User:Ondrej/Bugs/385245
History sidebar supports multiple views, for each view there is one query performed which reads all the data to be displayed on the view. The more data is in the database the longer it takes to display the sidebar.
Contents
Testing conditions
- No favicons (they seems to slow down display of the sidebar and should be solved separately).
- Loading time is just the time spent in the database engine.
- Time is always in ms unless specified else.
- Three databases of various size:
Database | Places | Visits |
---|---|---|
Small | 88 | 15124 |
Mid | 589 | 76250 |
Bug | 3276 | 255363 |
Views
View by Date and Site
Current Situation
Loads all places and their visits, performs grouping by date and site in memory.
Future Situation
This just combines "View by Date" and "View by Site" - there will be on demand loading on two leves, first by the date and then by the site. Only last visits to each place in given site and time range will be displayed. This will be the fastest view.
View by Site
Current Situation
Loads all places and their visits, performs grouping by site in memory.
Future Situation
Only list of sites will be loaded initially.SELECT DISTINCT rev_host FROM moz_places WHERE hidden <> 1 ORDER BY 1 DESC;
Database | Loading Time | Records |
---|---|---|
Small | 1.76 | 48 |
Mid | 12.64 | 517 |
Bug | 77.53 | 2831 |
Even for big database, the time seems to be acceptable. Pages inside the sites will be loaded on demand using the rev_host as filter, we will be selecting only latest visits to each place on the given site.
View by Date
Current Situation
Loads all places and all related visits to memory, processes the data in memory and creates groups by days. This takes with big database more then 30 seconds. When user clicks on the day, more processing is done, with big database and "Older than 6 days" range this can take 3 minutes. Collapsing and expanding this range takes the same time.
Database | Loading Time | Records |
---|---|---|
Small | 294 | 1525 |
Mid | 1366 | 67423 |
Bug | 5156 | 245441 |
Future Situation
There will be 8 queries performed which will check for which ranges we have visits (Today, Yesterday, 2 days ago, ...). No visits will be loaded, just the ranges will be presented. A query to check whether there is a visit for the given date:SELECT visit_date FROM moz_historyvisits WHERE visit_date BETWEEN CAST(strftime("%s",current_timestamp, "-1 days") AS UNSIGNED)*1000000 AND CAST(strftime("%s",current_timestamp) AS UNSIGNED)*1000000 LIMIT 1;This query takes about 0.5ms on any size database, together these 8 queries take 4ms. So the sidebar would be displayed immediately. When the user clicks on any range, only places visited in the period will be loaded and sorted by most recent visits:
SELECT h.id, h.url, h.title, h.rev_host, h.visit_count, MAX(v.visit_date), f.url, v.session, null FROM moz_places h JOIN moz_historyvisits v ON h.id = v.place_id LEFT OUTER JOIN moz_favicons f ON h.favicon_id = f.id WHERE visit_date BETWEEN CAST(strftime("%s",current_timestamp, "-1 days") AS UNSIGNED)*1000000 AND CAST(strftime("%s",current_timestamp) AS UNSIGNED)*1000000 AND h.hidden <> 1 AND v.visit_type NOT IN (0,4) GROUP BY h.id ORDER BY MAX(v.visit_date) DESC;
Database | Today | Yesterday | Older than 6 days |
---|---|---|---|
Small | 3.42 | 3.30 | 77.01 |
Mid | 7.71 | 8.41 | 394.81 |
Bug | 21.49 | 26.32 | 1654.24 |
This gives reasonable times with exception of the "Older than 6 days", which would be slow even for mid database. It requires incremental loading.
View by Most Visited
Current Situation
Joins places with history, this could be avoided if the visit_count is only updated for proper visit_types (to be checked).
Future Situation
Requires incremental loading.
View by Last Visited
Current Situation
Correct query, loads all the places and their last visit.
Future Situation
Requires incremental loading.
Searching
Current Situation
Searching loads all places from the database and performs searching on UI. This is done for each group of letters typed.
Future Situation
We should repeat the query only when user removes some characters from the search, not when he types more (in such case, we should do filtering in memory). We should be searching using LIKE for title and url. This leads to full scan on the table, but this full scan is done anyway, so filtering on backend should speed the searching up.
Incremental loading
Even with possible on demand loading, there are still some queries, that would be too slow. Fortunately all such views can be loaded in chunks using existing indexes. We should not load all the data in the sidebar immediately, but instead we should load the data as the user scrolls down.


- EXERCISE BRIEF
Within the listing below, filter for "interactable" and copy every matching line.
** DATA EXTRACTS follows **
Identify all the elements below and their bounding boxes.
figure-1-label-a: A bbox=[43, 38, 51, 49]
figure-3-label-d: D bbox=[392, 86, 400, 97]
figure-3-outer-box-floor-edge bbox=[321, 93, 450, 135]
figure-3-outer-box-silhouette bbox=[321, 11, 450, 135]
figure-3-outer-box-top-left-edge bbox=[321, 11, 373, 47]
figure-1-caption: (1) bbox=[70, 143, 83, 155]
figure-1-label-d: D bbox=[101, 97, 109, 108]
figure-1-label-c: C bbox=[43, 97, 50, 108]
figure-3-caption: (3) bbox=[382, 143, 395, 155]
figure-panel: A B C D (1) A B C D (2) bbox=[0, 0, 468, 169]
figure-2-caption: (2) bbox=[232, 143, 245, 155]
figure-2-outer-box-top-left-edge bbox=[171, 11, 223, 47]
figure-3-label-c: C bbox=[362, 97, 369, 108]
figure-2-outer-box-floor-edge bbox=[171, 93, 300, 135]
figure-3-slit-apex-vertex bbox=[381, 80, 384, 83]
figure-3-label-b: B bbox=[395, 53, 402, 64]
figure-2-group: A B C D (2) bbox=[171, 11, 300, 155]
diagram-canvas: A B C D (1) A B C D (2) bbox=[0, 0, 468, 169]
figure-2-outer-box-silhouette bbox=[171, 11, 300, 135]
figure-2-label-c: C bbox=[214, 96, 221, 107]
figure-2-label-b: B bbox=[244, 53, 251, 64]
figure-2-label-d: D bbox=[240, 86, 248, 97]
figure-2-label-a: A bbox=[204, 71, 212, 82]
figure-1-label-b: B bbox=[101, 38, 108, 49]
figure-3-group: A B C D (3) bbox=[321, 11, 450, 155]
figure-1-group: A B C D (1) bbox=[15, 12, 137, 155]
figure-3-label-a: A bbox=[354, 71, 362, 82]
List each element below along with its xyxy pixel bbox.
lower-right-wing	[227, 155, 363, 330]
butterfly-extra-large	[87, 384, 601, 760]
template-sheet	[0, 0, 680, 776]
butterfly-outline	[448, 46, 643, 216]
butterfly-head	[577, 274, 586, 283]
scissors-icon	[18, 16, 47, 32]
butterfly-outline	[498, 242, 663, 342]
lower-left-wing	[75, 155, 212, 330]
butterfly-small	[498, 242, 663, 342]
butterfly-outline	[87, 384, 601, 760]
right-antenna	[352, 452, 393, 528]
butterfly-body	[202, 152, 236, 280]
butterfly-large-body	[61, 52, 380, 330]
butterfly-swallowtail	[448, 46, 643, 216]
** End of DATA EXTRACTS **
** DATA EXTRACTS follows **
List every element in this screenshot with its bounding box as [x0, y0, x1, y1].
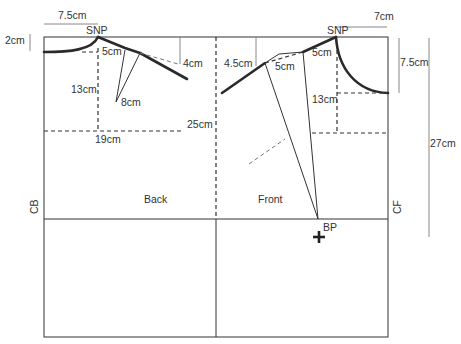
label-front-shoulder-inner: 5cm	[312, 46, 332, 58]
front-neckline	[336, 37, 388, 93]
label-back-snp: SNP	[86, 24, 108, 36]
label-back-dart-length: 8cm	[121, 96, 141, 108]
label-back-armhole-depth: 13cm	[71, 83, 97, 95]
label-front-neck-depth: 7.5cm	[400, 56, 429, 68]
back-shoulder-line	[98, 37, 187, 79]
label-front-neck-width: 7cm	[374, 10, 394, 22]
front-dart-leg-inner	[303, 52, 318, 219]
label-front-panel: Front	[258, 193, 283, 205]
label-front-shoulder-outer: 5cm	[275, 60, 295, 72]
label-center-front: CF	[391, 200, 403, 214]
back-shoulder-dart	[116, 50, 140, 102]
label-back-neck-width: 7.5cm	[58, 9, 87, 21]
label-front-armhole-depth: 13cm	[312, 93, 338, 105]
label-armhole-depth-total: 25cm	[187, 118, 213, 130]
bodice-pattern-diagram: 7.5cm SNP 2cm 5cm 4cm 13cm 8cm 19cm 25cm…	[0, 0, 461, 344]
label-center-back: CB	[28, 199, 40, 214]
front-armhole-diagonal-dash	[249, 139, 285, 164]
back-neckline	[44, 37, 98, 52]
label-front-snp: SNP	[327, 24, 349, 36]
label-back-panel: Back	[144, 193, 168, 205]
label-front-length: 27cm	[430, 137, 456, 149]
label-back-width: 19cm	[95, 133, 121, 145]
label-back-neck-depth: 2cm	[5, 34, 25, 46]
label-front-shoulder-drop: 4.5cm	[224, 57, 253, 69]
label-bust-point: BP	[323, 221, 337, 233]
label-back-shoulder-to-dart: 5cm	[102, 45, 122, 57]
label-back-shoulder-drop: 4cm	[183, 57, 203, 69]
** End of DATA EXTRACTS **
** DATA EXTRACTS follows **
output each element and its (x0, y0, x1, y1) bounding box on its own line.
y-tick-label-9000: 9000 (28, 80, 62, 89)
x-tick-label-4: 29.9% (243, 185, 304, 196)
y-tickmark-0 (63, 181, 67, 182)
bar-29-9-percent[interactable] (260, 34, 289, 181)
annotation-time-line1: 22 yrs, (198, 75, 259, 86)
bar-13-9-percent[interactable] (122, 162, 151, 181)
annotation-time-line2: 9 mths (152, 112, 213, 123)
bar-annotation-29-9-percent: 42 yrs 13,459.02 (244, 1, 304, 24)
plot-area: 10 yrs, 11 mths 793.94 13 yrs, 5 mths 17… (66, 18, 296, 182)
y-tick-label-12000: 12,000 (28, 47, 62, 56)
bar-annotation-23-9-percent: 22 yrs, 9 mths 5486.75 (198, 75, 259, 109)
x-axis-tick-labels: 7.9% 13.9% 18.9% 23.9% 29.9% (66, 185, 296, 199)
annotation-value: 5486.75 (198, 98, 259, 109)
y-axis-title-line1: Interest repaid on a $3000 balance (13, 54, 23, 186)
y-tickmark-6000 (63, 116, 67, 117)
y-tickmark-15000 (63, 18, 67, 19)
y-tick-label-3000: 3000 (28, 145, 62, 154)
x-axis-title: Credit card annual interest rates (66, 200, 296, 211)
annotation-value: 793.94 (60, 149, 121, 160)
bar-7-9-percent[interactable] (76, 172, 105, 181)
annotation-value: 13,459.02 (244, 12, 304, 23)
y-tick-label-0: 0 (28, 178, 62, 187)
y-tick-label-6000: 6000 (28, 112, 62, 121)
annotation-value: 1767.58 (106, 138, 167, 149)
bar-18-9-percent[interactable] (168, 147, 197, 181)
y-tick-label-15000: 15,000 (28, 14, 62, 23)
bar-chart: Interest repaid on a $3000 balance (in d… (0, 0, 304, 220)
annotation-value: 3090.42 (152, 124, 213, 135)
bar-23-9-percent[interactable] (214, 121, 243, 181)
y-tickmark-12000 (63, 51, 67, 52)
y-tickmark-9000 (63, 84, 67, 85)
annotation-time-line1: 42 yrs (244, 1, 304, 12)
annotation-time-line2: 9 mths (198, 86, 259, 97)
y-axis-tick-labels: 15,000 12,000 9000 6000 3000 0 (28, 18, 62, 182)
** End of DATA EXTRACTS **
- ANSWER SECTION
bar-29-9-percent[interactable] (260, 34, 289, 181)
bar-13-9-percent[interactable] (122, 162, 151, 181)
bar-7-9-percent[interactable] (76, 172, 105, 181)
bar-18-9-percent[interactable] (168, 147, 197, 181)
bar-23-9-percent[interactable] (214, 121, 243, 181)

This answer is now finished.